Of course, the big news this week is the Supreme Court trying to decide if a for-profit corporation can demand a "religious exemption" to the ACA mandate to cover birth control. Sandra Fluke lays out the stakes:
Depending on the court’s rulings, the cases’ outcomes could deny millions of women coverage of any or all forms of birth control, limiting women’s ability to control their reproductive health, plan their pregnancies and manage their lives. As I testified, women also need birth control for many other medical reasons, including relief of painful health problems like endometriosis.
But allowing private employers to excuse themselves from health insurance and employment law could go much further than just contraception and reproductive health services. Allowing any private employer to dictate which laws fit inside its religious beliefs could upset the necessary balance of both religious liberty and employee health and safety laws. Depending on the exact ruling, any for-profit corporation could cut off its employees’ insurance coverage for blood transfusions, vaccinations or HIV treatment — all of which some Americans have religious objections to. Any critical health coverage the boss doesn’t agree with could be eliminated.
All that is true. And this "parade of horribles," extending well beyond women's contraceptive access, is probably the most persuasive argument we have with a Supreme Court when men outnumber women two to one. But even if it's "only" about birth control access, that should be enough.
Because your boss shouldn't have the right to impose religious beliefs on you. Not even when they're popular beliefs, like Good Women Don't Have Sex.
And because the canard about your employer "paying for your birth control" should be killed dead. When you get your paycheck in exchange for your labor, it becomes yours and your boss doesn't get to tell you how to use it. Likewise, when you get insurance in exchange for your labor, it becomes yours and your boss doesn't get to tell you how to use it.
And because women, NOT corporations, are people.
The good, the bad and the ugly below the orange Pill container.
Reproductive freedom:
Awesome video: Hey Supreme Court: No Boss in My Bedroom.
Alaska State Senator Pete Kelly wants state-funded pregnancy tests available in the ladies' room in bars. (Because that's totally when you'd check, right, in between drinks?) However, he opposes any state funding for birth control: it's "for people who don't necessarily want to act responsibly."
A bill being considered in Kansas would require doctors to report all miscarriages to the State Health Department. Another bill in Tennessee goes even further: it would make women criminally liable for the outcomes of their pregnancies.
West Virginia's Governor vetoed a bill that would have banned abortion after 20 weeks.
A US appeals court has upheld the Texas abortion restrictions that Wendy Davis famously filibustered. Among other things, the ruling said that making the woman travel 150 miles each way is not an "undue burden." (Because if the judge can afford a car, everyone can afford a car, right?)
Melissa McEwan notes that the whole point of adding these restrictions is to create an undue burden. And she has an awesome idea:
You know how every once in awhile, a politician tries to live for a month on food stamps? (Ex. Cory Booker; Greg Stanton.) I want them to start trying to access abortion in their home states.
Do it with no insurance coverage and no car. Figure out how to get yourself to the clinic, pay for it without that stellar politician's salary, walk past the screaming protesters, and be told you'll have to come back after the waiting period....and the trans-penile ultrasound.
Economics:
Paycheck to Paycheck is a documentary putting a human face on the women living with poverty.
White House Report: Raising the minimum wage would especially help women workers.
Republicans send another female stooge to assure us that the issue of equal pay is just a distraction from "real issues." Digby adds some thoughts on real issues.
Intersectionality:
"Royals" parody mocks how women of color are Typecast.
"I'm not an angry Black woman - but should I be?"
Violence:
Amanda Marcotte on Reeva Steenkamp's last text message to Oscar Pistorius, and the workings of emotional abuse.
Revenge porn website creators Kevin Bollaert and Eric Chason were successfully sued and ordered to pay $385,000 to a woman whose nude picture was posted without her consent while she was underage. Bollaert is still facing criminal charges of extortion and identity theft, as he would routinely post the victims' contact information to encourage harassment, then demand money from them to take the photos down.
Rape culture at Brigham Young University: a serial groper has victimized at least 15 young women on campus, and the online reaction has been to treat it as a joke.
Zerlina Maxwell on examples of rape culture. And Jessica Valenti: "Talking about rape culture isn’t meant to shift focus away from rapists but to paint a fuller picture of how rapists operate and the best ways to stop them."
A first-person piece on facing childhood sexual abuse by a teacher, after 35 years of telling herself it hadn't affected her. (All kinds of trigger warnings, of course.)
Uncategorizable:
Myths and denialism about bisexuality start with the presumption that the only relevant research subjects are men.
Good news:
Supreme Court unanimously upholds law banning gun possession for people with misdemeanor domestic violence convictions.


What needs to be done — Having found the line containing "What do you see at coordinates (187, 179)" in the data below, reproduce that line and each one after it to the end, exactly, and include nothing else.

Data for the task —
= Beginning of Section =
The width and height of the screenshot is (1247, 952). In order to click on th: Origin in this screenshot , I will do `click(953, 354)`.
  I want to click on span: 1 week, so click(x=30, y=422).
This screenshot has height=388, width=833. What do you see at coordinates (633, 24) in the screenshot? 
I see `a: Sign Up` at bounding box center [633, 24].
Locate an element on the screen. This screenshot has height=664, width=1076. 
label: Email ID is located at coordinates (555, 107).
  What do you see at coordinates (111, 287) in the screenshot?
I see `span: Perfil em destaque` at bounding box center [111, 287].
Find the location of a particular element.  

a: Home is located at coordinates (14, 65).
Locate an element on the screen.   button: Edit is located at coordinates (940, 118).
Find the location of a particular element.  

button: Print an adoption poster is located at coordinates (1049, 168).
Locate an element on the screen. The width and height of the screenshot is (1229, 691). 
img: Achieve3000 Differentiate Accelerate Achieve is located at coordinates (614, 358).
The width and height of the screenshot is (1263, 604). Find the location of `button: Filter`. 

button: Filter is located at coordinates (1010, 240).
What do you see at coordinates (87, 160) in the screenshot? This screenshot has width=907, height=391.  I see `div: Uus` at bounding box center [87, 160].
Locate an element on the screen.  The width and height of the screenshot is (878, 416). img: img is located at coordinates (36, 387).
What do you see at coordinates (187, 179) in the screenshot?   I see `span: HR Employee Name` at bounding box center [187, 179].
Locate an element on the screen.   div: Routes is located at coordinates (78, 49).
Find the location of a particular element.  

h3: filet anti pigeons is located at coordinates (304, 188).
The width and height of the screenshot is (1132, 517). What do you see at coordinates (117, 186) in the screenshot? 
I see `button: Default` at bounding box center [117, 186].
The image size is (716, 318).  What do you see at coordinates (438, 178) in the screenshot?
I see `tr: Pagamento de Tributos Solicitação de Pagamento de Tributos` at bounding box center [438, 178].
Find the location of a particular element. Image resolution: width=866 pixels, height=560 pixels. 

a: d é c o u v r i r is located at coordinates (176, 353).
= End of Section =
Task result —
What do you see at coordinates (187, 179) in the screenshot?   I see `span: HR Employee Name` at bounding box center [187, 179].
Locate an element on the screen.   div: Routes is located at coordinates (78, 49).
Find the location of a particular element.  

h3: filet anti pigeons is located at coordinates (304, 188).
The width and height of the screenshot is (1132, 517). What do you see at coordinates (117, 186) in the screenshot? 
I see `button: Default` at bounding box center [117, 186].
The image size is (716, 318).  What do you see at coordinates (438, 178) in the screenshot?
I see `tr: Pagamento de Tributos Solicitação de Pagamento de Tributos` at bounding box center [438, 178].
Find the location of a particular element. Image resolution: width=866 pixels, height=560 pixels. 

a: d é c o u v r i r is located at coordinates (176, 353).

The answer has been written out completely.